Practice, say the Sons of Ben.

"We can be rowdy and loud, but we don't have to be obnoxious," said Catherine Kulp, 44, of Jeffersonville, a longtime soccer player, soccer fan, soccer coach and soccer mom.

They are young professionals, retirees, families, soccer players of all ages, people who never played soccer, white collar and blue collar.

As it says on their T-shirt: "We're kind of a big deal."

Major League Soccer likes their enthusiasm.

"If that is a small sample of what we could experience in Philadelphia, that is a tremendous recipe for success," spokesman Dan Courtemanche said.

The club is a hometown original - not the invention of the league or the investors planning for a $300 million soccer and retail development in Chester.

"It has really kind of grown into its own thing," said founding member Bryan James, 34, a financial analyst from Wilmington.

James said the club formed last year when there were rumors of a pro team opening shop. Nothing came of it, but the nucleus of fans decided to keep the momentum going.

They began recruiting more members and even launched a petition drive to get state funding for a stadium.

"We the (Soccer) People, in order to form a more perfect sports world, . . ." it says above the 2,800 signatures that have been collected online from across the county. Paper petitions are circulating.

With 13 teams in the United States and Canada, Major League Soccer wants to add two new franchises by the end of the year. The teams would begin play by 2009 or 2010.

The Philadelphia area is one of at least nine making a pitch for a team.

An investment group headed by Jay Sugarman of iStar Financial in New York that includes former Philadelphia School Reform Commission chairman James Nevels and the Buccini/Pollin Group developers of Wilmington is negotiating with Pennsylvania and Delaware County for funding, and with the league for a franchise. A site along the Chester waterfront has been targeted.

"We welcome their support," Charles G. Kopp, an attorney for the investors group, said of the Sons of Ben. "It's nice to have some goodwill ambassadors out there talking up the sport."

Things started gelling for the SoBs in January, when they decided on a name and logo.

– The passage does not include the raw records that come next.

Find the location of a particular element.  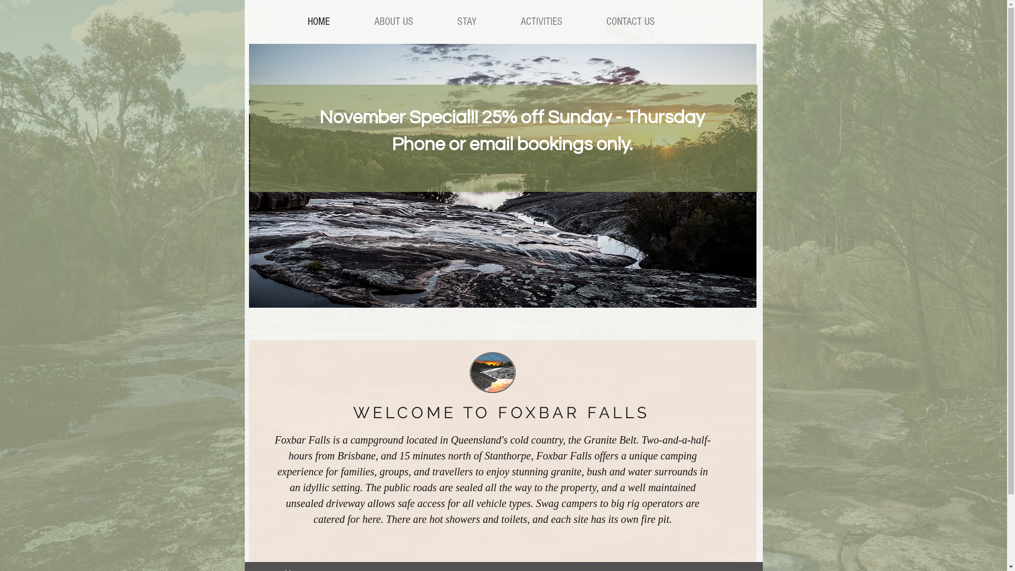

HOME is located at coordinates (318, 22).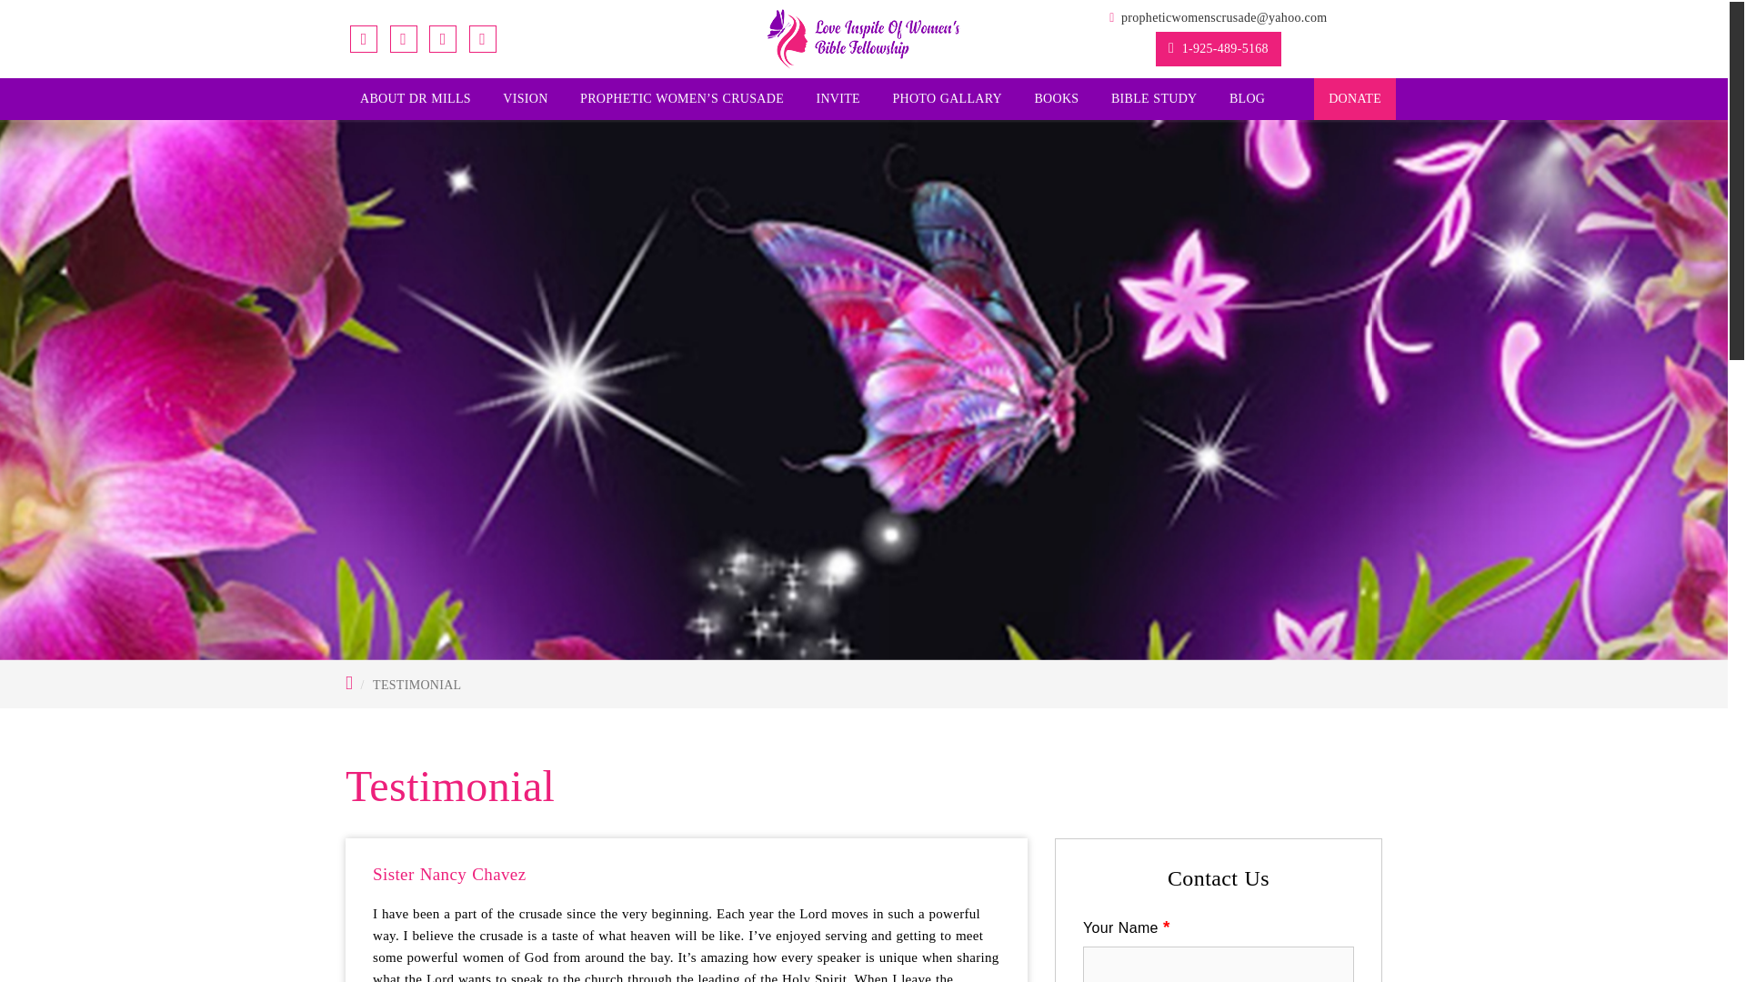 The image size is (1746, 982). What do you see at coordinates (946, 98) in the screenshot?
I see `PHOTO GALLARY` at bounding box center [946, 98].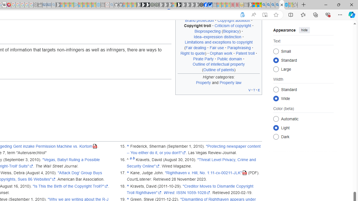 This screenshot has width=358, height=201. I want to click on Large, so click(276, 69).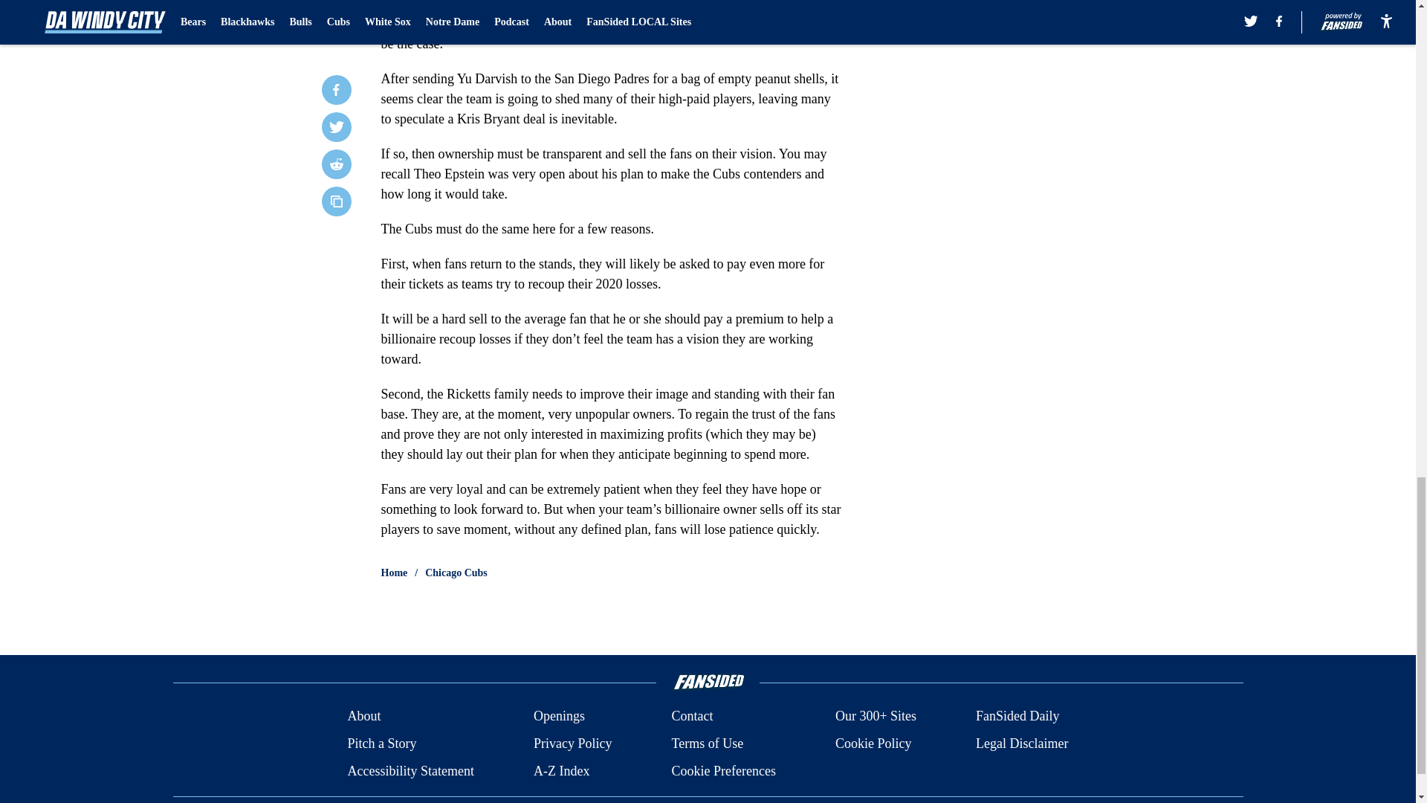  Describe the element at coordinates (572, 743) in the screenshot. I see `Privacy Policy` at that location.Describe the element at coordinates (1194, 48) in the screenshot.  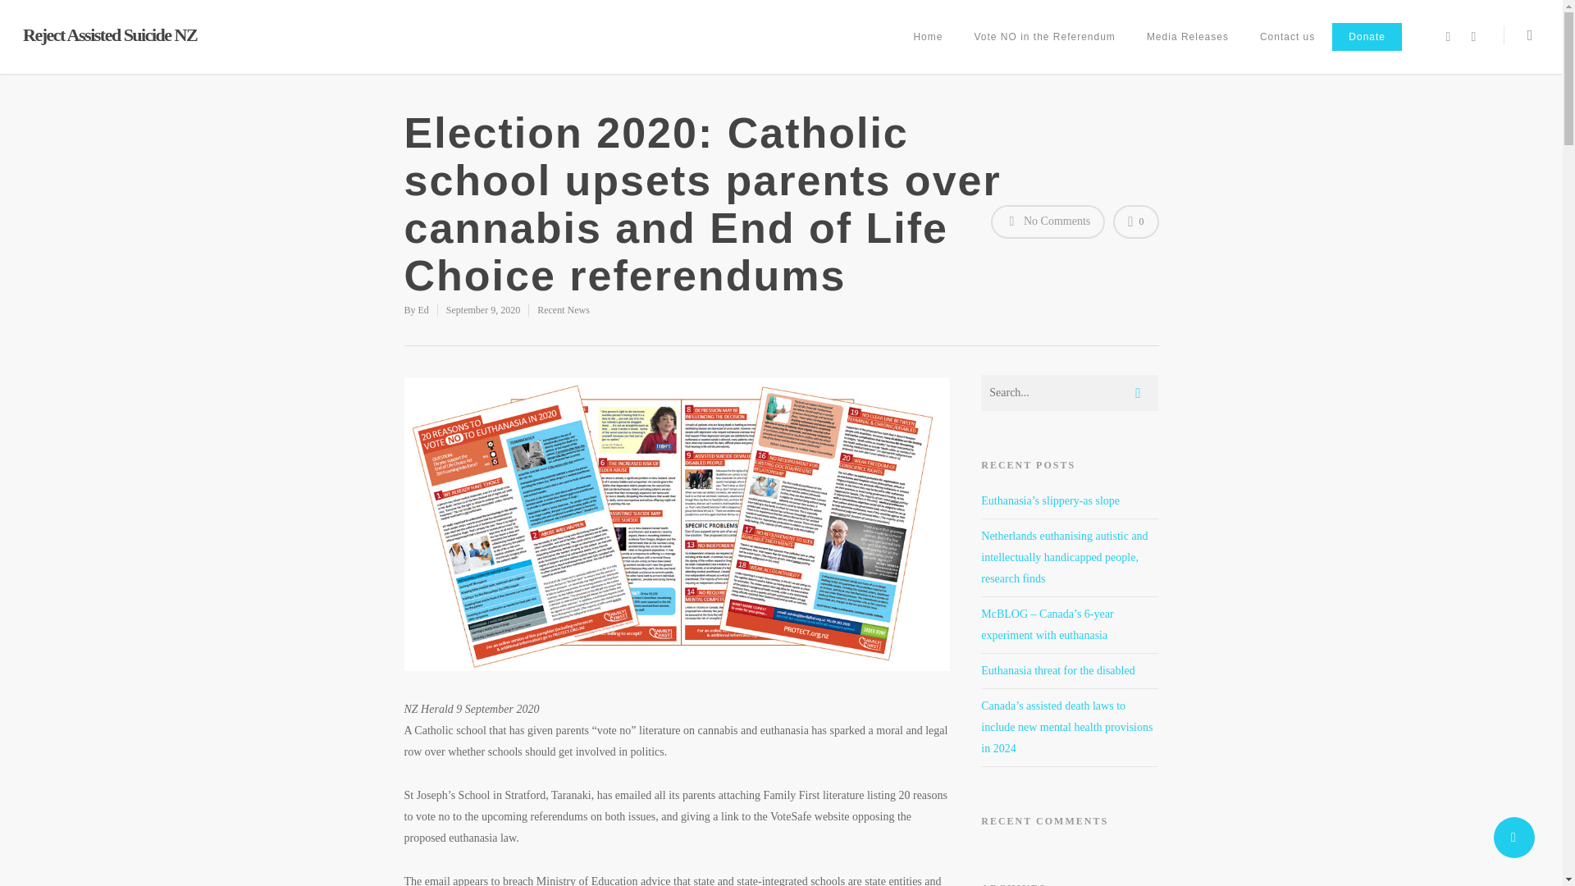
I see `Media Releases` at that location.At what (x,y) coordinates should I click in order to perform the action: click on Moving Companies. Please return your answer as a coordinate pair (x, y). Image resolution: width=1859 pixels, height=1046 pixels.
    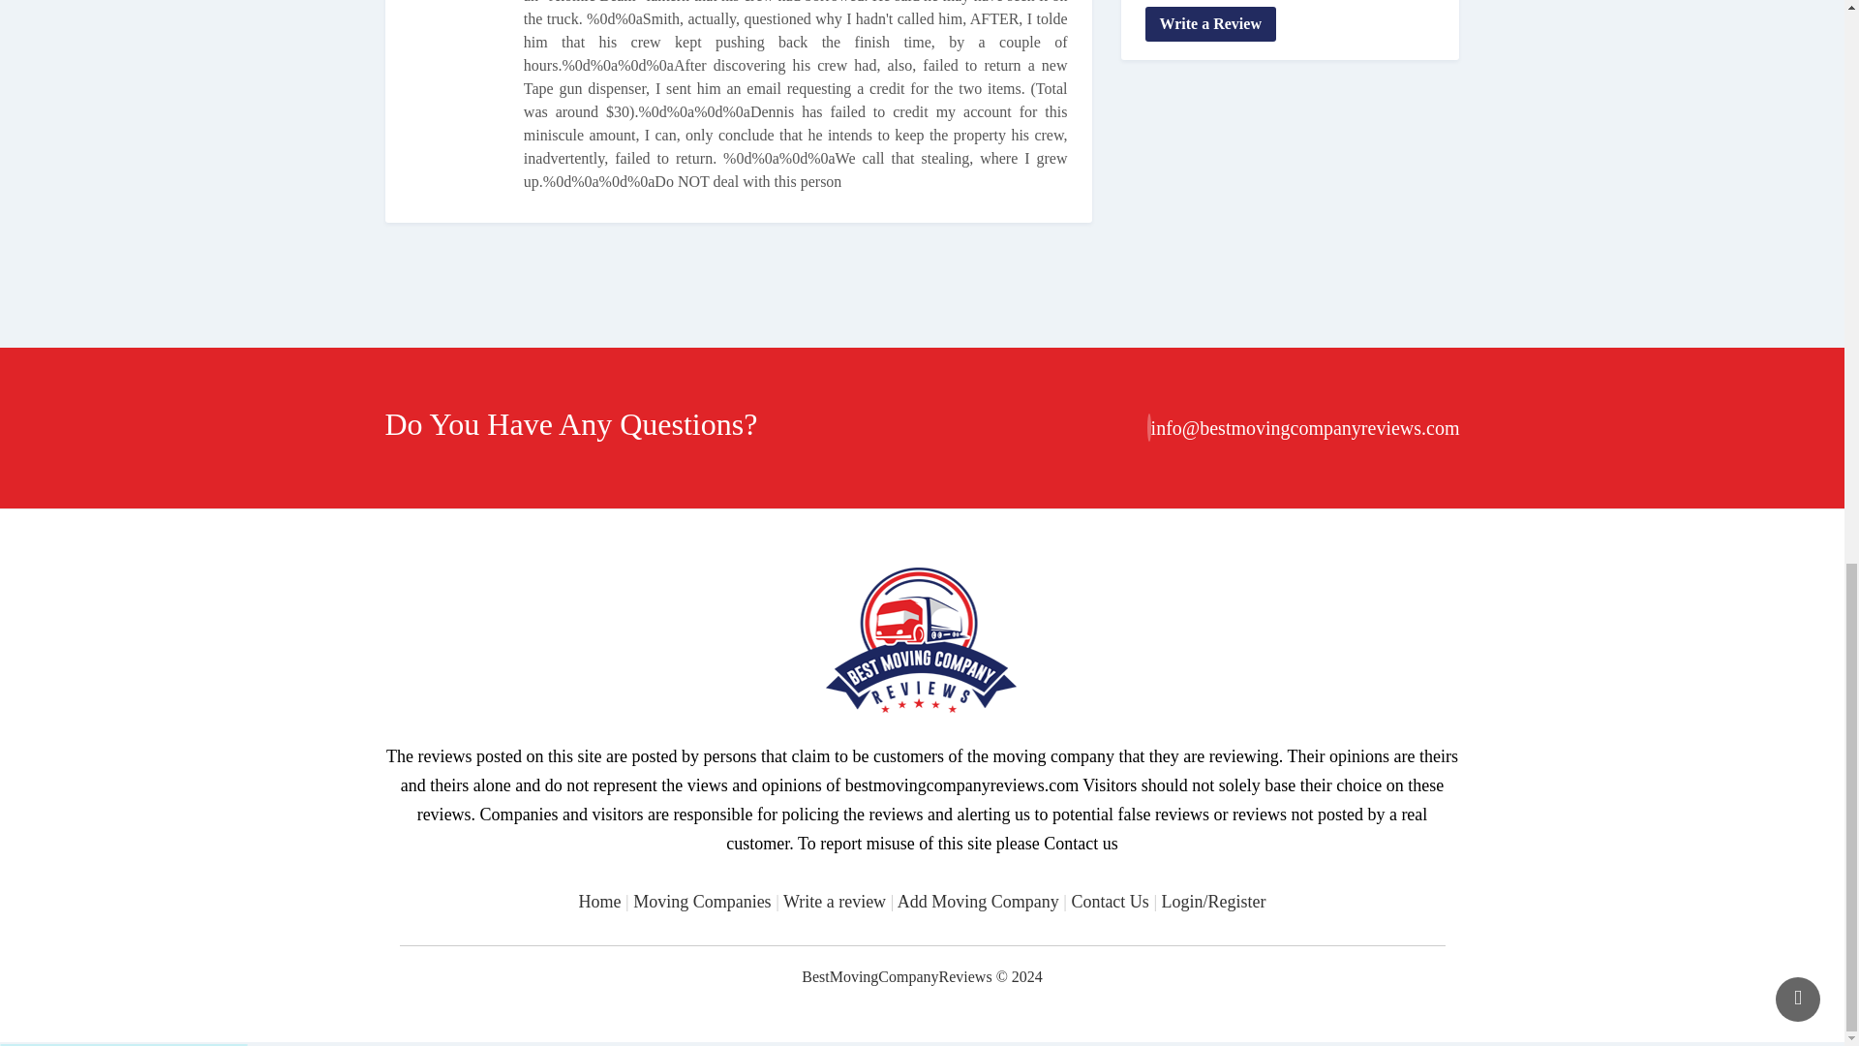
    Looking at the image, I should click on (702, 900).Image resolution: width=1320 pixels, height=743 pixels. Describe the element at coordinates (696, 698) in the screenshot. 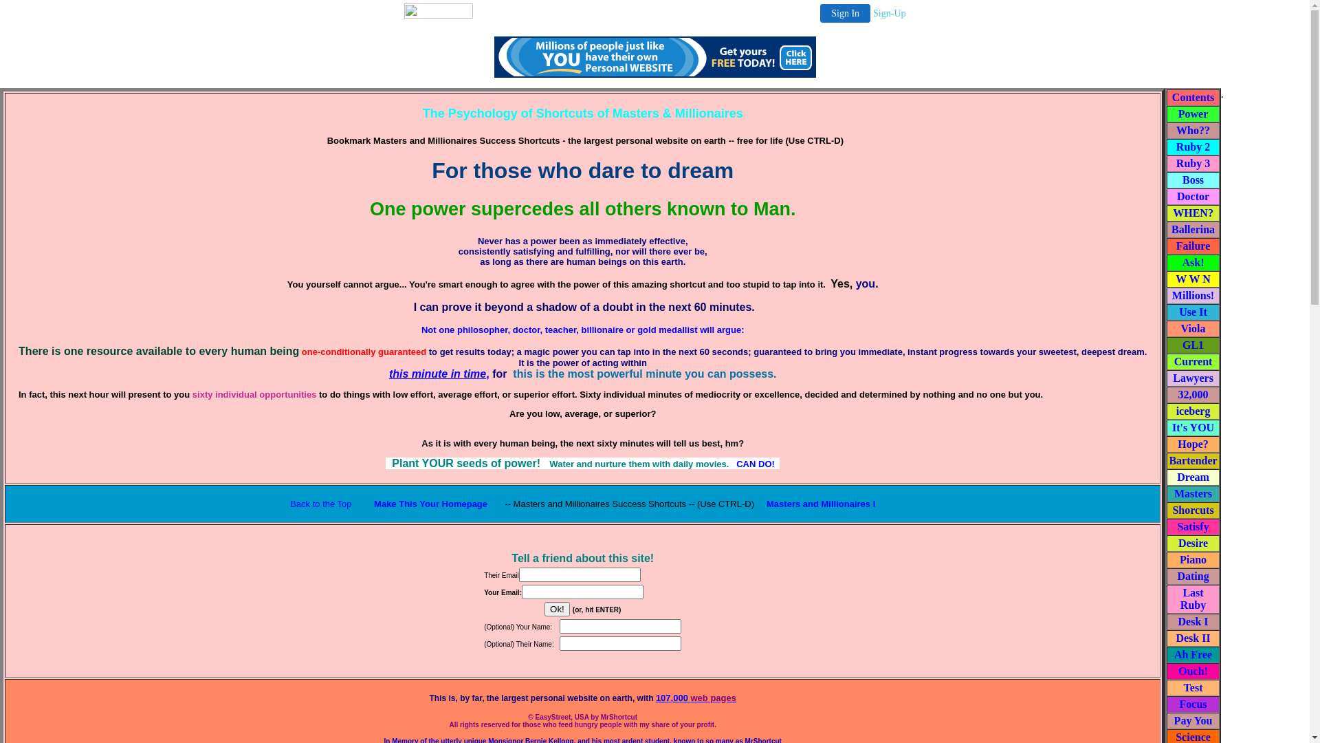

I see `107,000 web pages` at that location.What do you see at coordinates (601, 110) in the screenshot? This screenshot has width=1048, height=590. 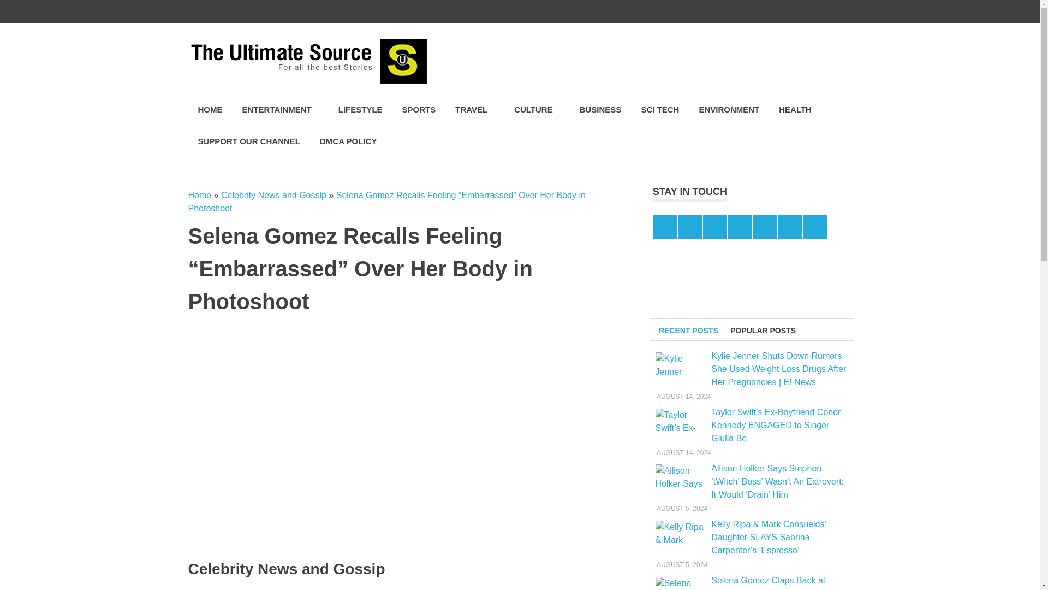 I see `BUSINESS` at bounding box center [601, 110].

"We were looking for something historic and not a cliche," James said. Soccer fan clubs take their names from events in their city's history. For example, the Chicago Barn Burners are named after the great fire, and the Washington Screaming Eagles reference the nation's big bird.

But, SoBs? And "Sons" of Ben?

"It became the group's choice because it works both ways," James said. Despite being gender specific in title, the group welcomes everyone, he said.

"It is great to see they have creativity," Courtemanche said about the less than family friendly abbreviation. "I'll leave it at that."

Another Sons of Ben founder, Andrew Dillon, 32, a Philadelphia architect, designed the club's logo. It features a skull, wire rim glasses, and a fringe of hair - inspired by Founding Father Benjamin Franklin.

The image is crossed by an oar and scythe, in recognition of the region's nautical and agricultural legacy. In the background are a key and lightning bolts, in honor of Franklin's most famous scientific endeavor, and a soccer ball. The blue and yellow come from the state flags of Pennsylvania, New Jersey and Delaware. The crack in the skull is similar to the one in the Liberty Bell.

The noisy enthusiasm does not go unnoticed by players on the field.

"When everyone has the support of thousands of fans, it makes it easier to play and do well," Philadelphia native Bobby Convey said during a phone interview from his home in England, where he plays soccer for Reading of the English Premier League.

Convey, who grew up playing on a Fishtown field covered with glass shards, said it would be a "dream come true" to have a pro franchise in his own backyard. He feels the SoBs have helped to push the league to consider putting a team in Philadelphia.

The league says no decision has yet been made about where to put the next two teams. It would like to make an announcement by the end of the year, possibly before the league championship game at RFK Stadium in Washington on Nov. 18.

Coincidentally, the Sons of Ben plans a trip to Washington for that game as its next club field trip.

"Hopefully, it will be a celebration," James said.